So one corollary that makes this easier is that instead of holding onto the requested shared library (and requested file for static functions) in the address string, we should hold them in the breakpoint structure itself. So then we don't have to worry about what the canonical form is. That too becomes simple, it is:

b->requested_filename = "myFile.c"
b->requested_shlib = "myShlib.dylib"

And if there are any others, we can add them. So we only have to break out the specifications when the user instructs us to set the breakpoint. After that all the bits are clear.

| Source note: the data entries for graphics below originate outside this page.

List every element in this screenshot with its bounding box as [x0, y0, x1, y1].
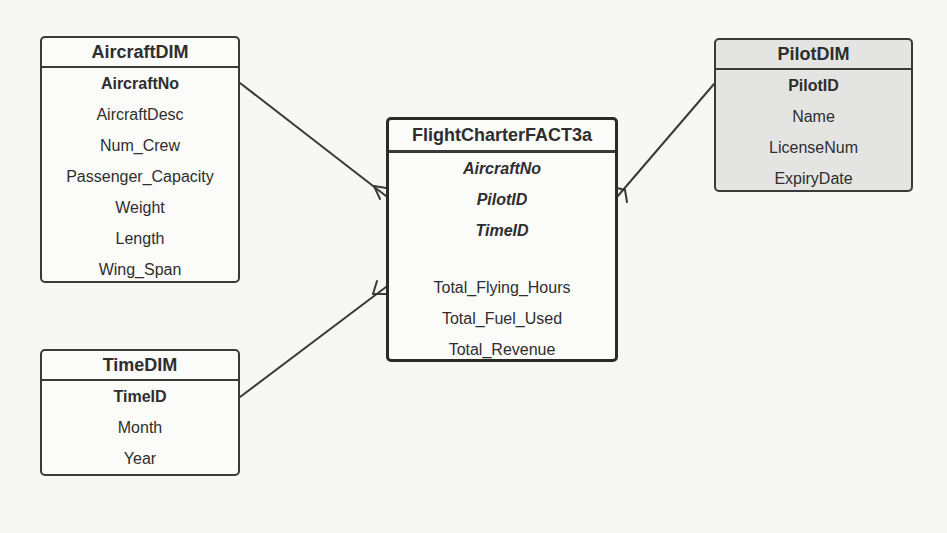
measure-attribute: Total_Fuel_Used: [389, 303, 615, 334]
attribute: Wing_Span: [42, 254, 238, 285]
diagram-canvas: AircraftDIM AircraftNo AircraftDesc Num_…: [0, 0, 947, 533]
foreign-key-attribute: PilotID: [389, 184, 615, 215]
attribute: Month: [42, 412, 238, 443]
foreign-key-attribute: TimeID: [389, 215, 615, 246]
relationship-aircraft-fact: [240, 83, 386, 199]
attribute: LicenseNum: [716, 132, 911, 163]
entity-title: TimeDIM: [42, 351, 238, 381]
entity-fact-table[interactable]: FlightCharterFACT3a AircraftNo PilotID T…: [386, 117, 618, 362]
attribute: Length: [42, 223, 238, 254]
entity-title: FlightCharterFACT3a: [389, 120, 615, 153]
measure-attribute: Total_Flying_Hours: [389, 272, 615, 303]
entity-title: PilotDIM: [716, 40, 911, 70]
entity-time-dim[interactable]: TimeDIM TimeID Month Year: [40, 349, 240, 476]
foreign-key-attribute: AircraftNo: [389, 153, 615, 184]
attribute: Year: [42, 443, 238, 474]
attribute: Passenger_Capacity: [42, 161, 238, 192]
attribute: Num_Crew: [42, 130, 238, 161]
entity-aircraft-dim[interactable]: AircraftDIM AircraftNo AircraftDesc Num_…: [40, 36, 240, 283]
primary-key-attribute: AircraftNo: [42, 68, 238, 99]
measure-attribute: Total_Revenue: [389, 334, 615, 365]
attribute: ExpiryDate: [716, 163, 911, 194]
attribute: AircraftDesc: [42, 99, 238, 130]
relationship-pilot-fact: [617, 84, 714, 202]
attribute: Weight: [42, 192, 238, 223]
entity-title: AircraftDIM: [42, 38, 238, 68]
attribute-spacer: [389, 246, 615, 272]
primary-key-attribute: PilotID: [716, 70, 911, 101]
relationship-time-fact: [240, 281, 386, 397]
entity-pilot-dim[interactable]: PilotDIM PilotID Name LicenseNum ExpiryD…: [714, 38, 913, 192]
primary-key-attribute: TimeID: [42, 381, 238, 412]
attribute: Name: [716, 101, 911, 132]
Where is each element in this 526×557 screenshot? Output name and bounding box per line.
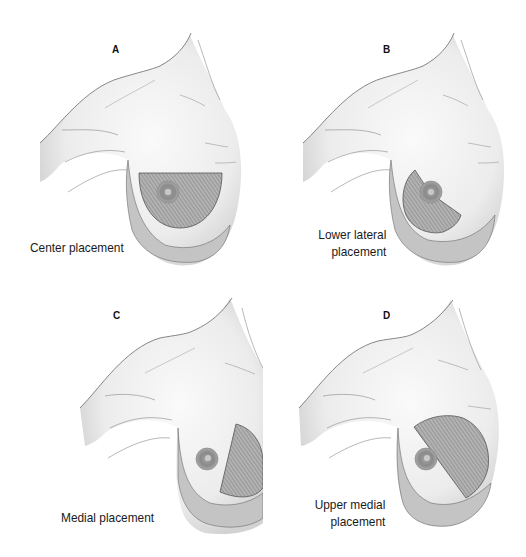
panel-letter: B bbox=[383, 44, 390, 55]
caption-line: Center placement bbox=[30, 239, 124, 256]
breast-illustration-upper-medial bbox=[263, 278, 526, 557]
caption-line: Lower lateral bbox=[318, 226, 386, 243]
panel-c: C Medial placement bbox=[0, 278, 263, 556]
caption-line: placement bbox=[318, 243, 386, 260]
breast-illustration-center bbox=[0, 0, 263, 278]
caption-line: placement bbox=[314, 513, 385, 530]
panel-letter: D bbox=[383, 310, 390, 321]
panel-caption: Center placement bbox=[30, 239, 124, 256]
panel-a: A Center placement bbox=[0, 0, 263, 278]
breast-illustration-lower-lateral bbox=[263, 0, 526, 278]
panel-letter: C bbox=[113, 310, 120, 321]
panel-caption: Lower lateral placement bbox=[318, 226, 386, 260]
panel-caption: Upper medial placement bbox=[314, 496, 385, 530]
panel-caption: Medial placement bbox=[61, 509, 154, 526]
caption-line: Medial placement bbox=[61, 509, 154, 526]
caption-line: Upper medial bbox=[314, 496, 385, 513]
panel-d: D Upper medial placement bbox=[263, 278, 526, 556]
panel-b: B Lower lateral placement bbox=[263, 0, 526, 278]
panel-letter: A bbox=[112, 44, 119, 55]
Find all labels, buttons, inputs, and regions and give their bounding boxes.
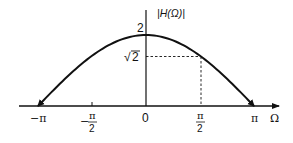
x-tick-label-neg-pi: −π [30,112,46,125]
neg-half-pi-denominator: 2 [89,123,95,134]
half-pi-numerator: π [197,110,204,121]
y-axis-label: |H(Ω)| [157,7,185,19]
sqrt-radicand: 2 [132,50,139,64]
y-tick-label-2: 2 [137,21,144,35]
neg-half-pi-minus: − [80,115,89,128]
frequency-response-plot: |H(Ω)| 2 √ 2 −π − π 2 0 π 2 π Ω [0,0,293,143]
y-tick-label-sqrt2: √ 2 [124,50,140,64]
x-tick-label-neg-half-pi: − π 2 [80,110,97,134]
neg-half-pi-numerator: π [89,110,96,121]
x-tick-label-half-pi: π 2 [196,110,205,134]
x-tick-label-pi: π [251,112,258,125]
x-axis-label: Ω [270,112,279,125]
x-tick-label-zero: 0 [142,111,149,125]
sqrt-radical: √ [124,50,131,64]
half-pi-denominator: 2 [197,123,203,134]
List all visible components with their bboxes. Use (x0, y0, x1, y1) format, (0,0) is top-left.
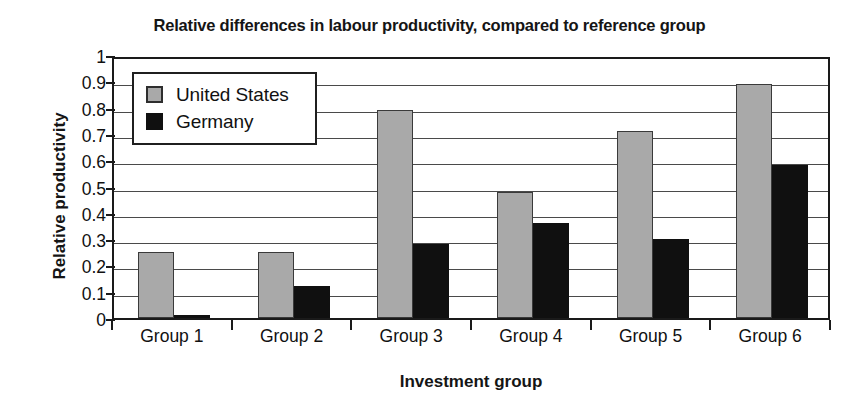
x-axis-tick-mark (350, 320, 352, 330)
y-axis-tick-mark (106, 161, 115, 163)
y-axis-tick-mark (106, 188, 115, 190)
y-axis-tick-mark (106, 56, 115, 58)
x-axis-tick-label: Group 6 (710, 326, 830, 360)
plot-area: United StatesGermany (112, 57, 830, 320)
x-axis-tick-mark (590, 320, 592, 330)
bar (413, 244, 449, 318)
legend-label: Germany (176, 111, 253, 133)
legend-swatch-icon (146, 113, 163, 130)
bar (138, 252, 174, 318)
x-axis-tick-label: Group 1 (112, 326, 232, 360)
y-axis-tick-mark (106, 82, 115, 84)
y-axis-tick-label: 0.7 (42, 125, 106, 146)
chart-legend: United StatesGermany (132, 72, 317, 145)
x-axis-tick-mark (709, 320, 711, 330)
y-axis-tick-label: 1 (42, 47, 106, 68)
bar (772, 165, 808, 318)
y-axis-tick-label: 0.6 (42, 152, 106, 173)
bar (533, 223, 569, 318)
x-axis-tick-mark (829, 320, 831, 330)
y-axis-tick-label: 0.9 (42, 73, 106, 94)
bar (258, 252, 294, 318)
y-axis-tick-label: 0 (42, 310, 106, 331)
bar (294, 286, 330, 318)
y-axis-tick-mark (106, 240, 115, 242)
legend-item: Germany (146, 108, 289, 135)
y-axis-tick-label: 0.3 (42, 231, 106, 252)
x-axis-title: Investment group (112, 372, 830, 392)
y-axis-tick-mark (106, 135, 115, 137)
x-axis-tick-label: Group 5 (591, 326, 711, 360)
y-axis-tick-mark (106, 293, 115, 295)
bar (653, 239, 689, 318)
y-axis-tick-mark (106, 109, 115, 111)
x-axis-tick-mark (470, 320, 472, 330)
y-axis-tick-label: 0.8 (42, 99, 106, 120)
bar (736, 84, 772, 318)
x-axis-tick-labels: Group 1Group 2Group 3Group 4Group 5Group… (112, 326, 830, 360)
y-axis-tick-label: 0.5 (42, 178, 106, 199)
legend-label: United States (176, 84, 289, 106)
bar (617, 131, 653, 318)
y-axis-tick-label: 0.4 (42, 204, 106, 225)
x-axis-tick-label: Group 2 (232, 326, 352, 360)
y-axis-tick-mark (106, 266, 115, 268)
y-axis-tick-mark (106, 214, 115, 216)
x-axis-tick-mark (111, 320, 113, 330)
bar (174, 315, 210, 318)
y-axis-tick-label: 0.2 (42, 257, 106, 278)
legend-item: United States (146, 81, 289, 108)
bar (377, 110, 413, 318)
y-axis-tick-label: 0.1 (42, 283, 106, 304)
x-axis-tick-label: Group 4 (471, 326, 591, 360)
legend-swatch-icon (146, 86, 163, 103)
bar (497, 192, 533, 318)
x-axis-tick-label: Group 3 (351, 326, 471, 360)
y-axis-tick-labels: 10.90.80.70.60.50.40.30.20.10 (36, 57, 106, 320)
chart-title: Relative differences in labour productiv… (0, 16, 859, 35)
chart-figure: Relative differences in labour productiv… (0, 0, 859, 407)
x-axis-tick-mark (231, 320, 233, 330)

I started playing around with this for dylibs for purposes of my own... I called them requested_* because I wanted to make it clear that these were not where we found the thing, but where the user asked for the thing. It is also interesting where the breakpoint eventually landed, but that bit should be in the "implementation" side of the breakpoint. This clearly belongs in the user side...

Jim


On Oct 14, 2003, at 4:06 PM, gdb-digest-help@sources.redhat.com wrote:




On Mon, Oct 13, 2003 at 10:25:20AM -0700, Jim Ingham wrote:
I think the intent here is great!

I have a heartfelt plea, however, from one who while not as
battle-scarred as some others, have waded my way through plenty of
decode_line_1 bugs...

Is there any way we can not have to keep overloading the expression
parser with more specifications?  It seems to me this is just a way to
obfuscate the user's intent so that we can get it wrong trying to
decode it later.  Daniel's proposed syntax - no offense intended - is
sufficiently awful that it should give us pause.  Would:

break -shlib foo.dylib -file foo.c MyStaticFunction

be all that awful? This is unambiguous, represents the user's intent
exactly, is not too hard to type, and trivial to parse. Then
internally, the breakpoint could actually hold all these separate bits
separately, rather than munging them into a canonical form which we can
trip over later on...


We will probably have to support the specifications that we do now for
ever - though adding switches for them would allow unambiguous entry
and would probably be taken up by a good number of users cause it is
almost impossible to get wrong...

Feel free to propose a better canonical form :) You basically just did, above. We need a canonical representation, for instance: - We use it internally to re-place breakpoints after rereading an objfile. - We would like to be able to display it so that breakpoints can be saved and reloaded.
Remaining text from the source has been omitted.